“TO DIE IS NOT A DIFFICULT THING, BUT TO DIE IN SUCH SLOW AND HORRIBLE FASHION WAS MADDENING”: 1915 FIRST EDITION OF JACK LONDON’S THE STAR ROVER, IN VERY SCARCE ORIGINAL DUST JACKET
LONDON, Jack. The Star Rover. New York: Macmillan, 1915. Octavo, original pictorial blue cloth, original dust jacket. Housed in a custom cloth chemise and half morocco slipcase.
First edition of London’s 18th novel, with color frontispiece. A lovely copy in the very scarce original dust jacket.
The Star Rover "was a strange work, full of murky metaphysics, yet contained passages of great force and imaginative power; and its phantasmagoric quality suggested that [London] had inherited some the mystic tendencies of his parents—his mother's Spiritualism, his presumed father's guidance from the stars—and was finally putting them to use… His hero was Darrell Standing, a professor of agronomics… who had been sentenced to life for having killed a fellow professor… Standing was placed in solitary after having been falsely accused of participating in a plot to smuggle dynamite in the prison, and was tortured by the brutal warden, who had him laced into a canvas jacket so tight it almost crushed the life out of him. Others in solitary instructed Standing in the art of releasing himself from suffering by traveling backward into another dimension of time and reliving experiences of the past" (O'Connor, 363-64). First published serially in the Los Angeles Examiner and the American Sunday Monthly Magazine from February to October 1915. Preceded by two months by the English edition, titled The Jacket. Sisson, 83-84. Woodbridge 132. BAL 11963.
Book fine and lovely. Some edge-wear, a few minor closed tears, and soiling to extremely good, scarce original dust jacket, with front panel bright.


_Required work_. Every record that follows must be duplicated exactly, with images left out.

### Extracted records

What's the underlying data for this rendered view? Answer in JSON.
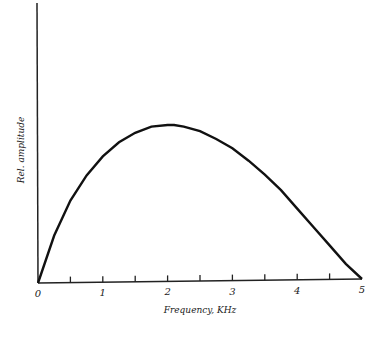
{
  "chart_data": {
    "type": "line",
    "title": "",
    "xlabel": "Frequency, KHz",
    "ylabel": "Rel. amplitude",
    "xlim": [
      0,
      5
    ],
    "ylim": [
      0,
      1
    ],
    "x_ticks": [
      "0",
      "1",
      "2",
      "3",
      "4",
      "5"
    ],
    "minor_ticks": [
      0.5,
      1.5,
      2.5,
      3.5,
      4.5
    ],
    "grid": false,
    "series": [
      {
        "name": "spectrum",
        "x": [
          0,
          0.25,
          0.5,
          0.75,
          1.0,
          1.25,
          1.5,
          1.75,
          2.0,
          2.1,
          2.25,
          2.5,
          2.75,
          3.0,
          3.25,
          3.5,
          3.75,
          4.0,
          4.25,
          4.5,
          4.75,
          5.0
        ],
        "values": [
          0,
          0.3,
          0.52,
          0.68,
          0.8,
          0.89,
          0.95,
          0.99,
          1.0,
          1.0,
          0.99,
          0.96,
          0.91,
          0.85,
          0.77,
          0.68,
          0.58,
          0.46,
          0.34,
          0.22,
          0.1,
          0
        ]
      }
    ],
    "colors": {
      "line": "#111111",
      "axis": "#222222"
    }
  }
}
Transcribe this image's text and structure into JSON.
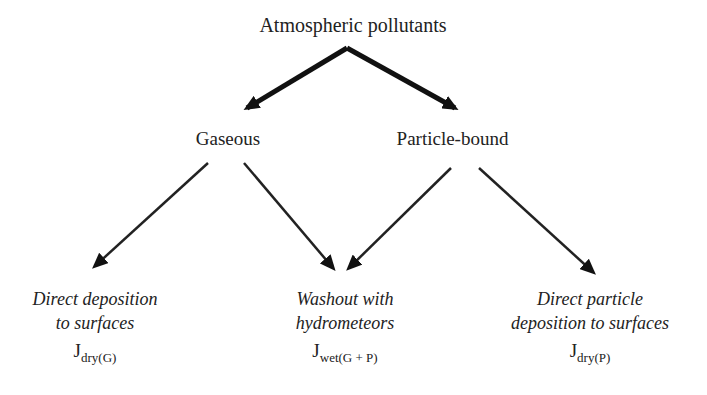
{
  "diagram": {
    "root": {
      "label": "Atmospheric pollutants"
    },
    "branches": [
      {
        "label": "Gaseous"
      },
      {
        "label": "Particle-bound"
      }
    ],
    "leaves": [
      {
        "line1": "Direct deposition",
        "line2": "to surfaces",
        "flux_main": "J",
        "flux_sub": "dry(G)"
      },
      {
        "line1": "Washout with",
        "line2": "hydrometeors",
        "flux_main": "J",
        "flux_sub": "wet(G + P)"
      },
      {
        "line1": "Direct particle",
        "line2": "deposition to surfaces",
        "flux_main": "J",
        "flux_sub": "dry(P)"
      }
    ],
    "edges": [
      {
        "from": "Atmospheric pollutants",
        "to": "Gaseous",
        "weight": "thick"
      },
      {
        "from": "Atmospheric pollutants",
        "to": "Particle-bound",
        "weight": "thick"
      },
      {
        "from": "Gaseous",
        "to": "Direct deposition to surfaces",
        "weight": "thin"
      },
      {
        "from": "Gaseous",
        "to": "Washout with hydrometeors",
        "weight": "thin"
      },
      {
        "from": "Particle-bound",
        "to": "Washout with hydrometeors",
        "weight": "thin"
      },
      {
        "from": "Particle-bound",
        "to": "Direct particle deposition to surfaces",
        "weight": "thin"
      }
    ],
    "colors": {
      "ink": "#222222",
      "background": "#ffffff"
    }
  }
}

######

_Written response_.
What's the underlying data for this rendered view? Answer in JSON.
{
  "chart_data": {
    "type": "line",
    "title": "",
    "xlabel": "Frequency, KHz",
    "ylabel": "Rel. amplitude",
    "xlim": [
      0,
      5
    ],
    "ylim": [
      0,
      1
    ],
    "x_ticks": [
      "0",
      "1",
      "2",
      "3",
      "4",
      "5"
    ],
    "minor_ticks": [
      0.5,
      1.5,
      2.5,
      3.5,
      4.5
    ],
    "grid": false,
    "series": [
      {
        "name": "spectrum",
        "x": [
          0,
          0.25,
          0.5,
          0.75,
          1.0,
          1.25,
          1.5,
          1.75,
          2.0,
          2.1,
          2.25,
          2.5,
          2.75,
          3.0,
          3.25,
          3.5,
          3.75,
          4.0,
          4.25,
          4.5,
          4.75,
          5.0
        ],
        "values": [
          0,
          0.3,
          0.52,
          0.68,
          0.8,
          0.89,
          0.95,
          0.99,
          1.0,
          1.0,
          0.99,
          0.96,
          0.91,
          0.85,
          0.77,
          0.68,
          0.58,
          0.46,
          0.34,
          0.22,
          0.1,
          0
        ]
      }
    ],
    "colors": {
      "line": "#111111",
      "axis": "#222222"
    }
  }
}
Transcribe this image's text and structure into JSON.
{
  "diagram": {
    "root": {
      "label": "Atmospheric pollutants"
    },
    "branches": [
      {
        "label": "Gaseous"
      },
      {
        "label": "Particle-bound"
      }
    ],
    "leaves": [
      {
        "line1": "Direct deposition",
        "line2": "to surfaces",
        "flux_main": "J",
        "flux_sub": "dry(G)"
      },
      {
        "line1": "Washout with",
        "line2": "hydrometeors",
        "flux_main": "J",
        "flux_sub": "wet(G + P)"
      },
      {
        "line1": "Direct particle",
        "line2": "deposition to surfaces",
        "flux_main": "J",
        "flux_sub": "dry(P)"
      }
    ],
    "edges": [
      {
        "from": "Atmospheric pollutants",
        "to": "Gaseous",
        "weight": "thick"
      },
      {
        "from": "Atmospheric pollutants",
        "to": "Particle-bound",
        "weight": "thick"
      },
      {
        "from": "Gaseous",
        "to": "Direct deposition to surfaces",
        "weight": "thin"
      },
      {
        "from": "Gaseous",
        "to": "Washout with hydrometeors",
        "weight": "thin"
      },
      {
        "from": "Particle-bound",
        "to": "Washout with hydrometeors",
        "weight": "thin"
      },
      {
        "from": "Particle-bound",
        "to": "Direct particle deposition to surfaces",
        "weight": "thin"
      }
    ],
    "colors": {
      "ink": "#222222",
      "background": "#ffffff"
    }
  }
}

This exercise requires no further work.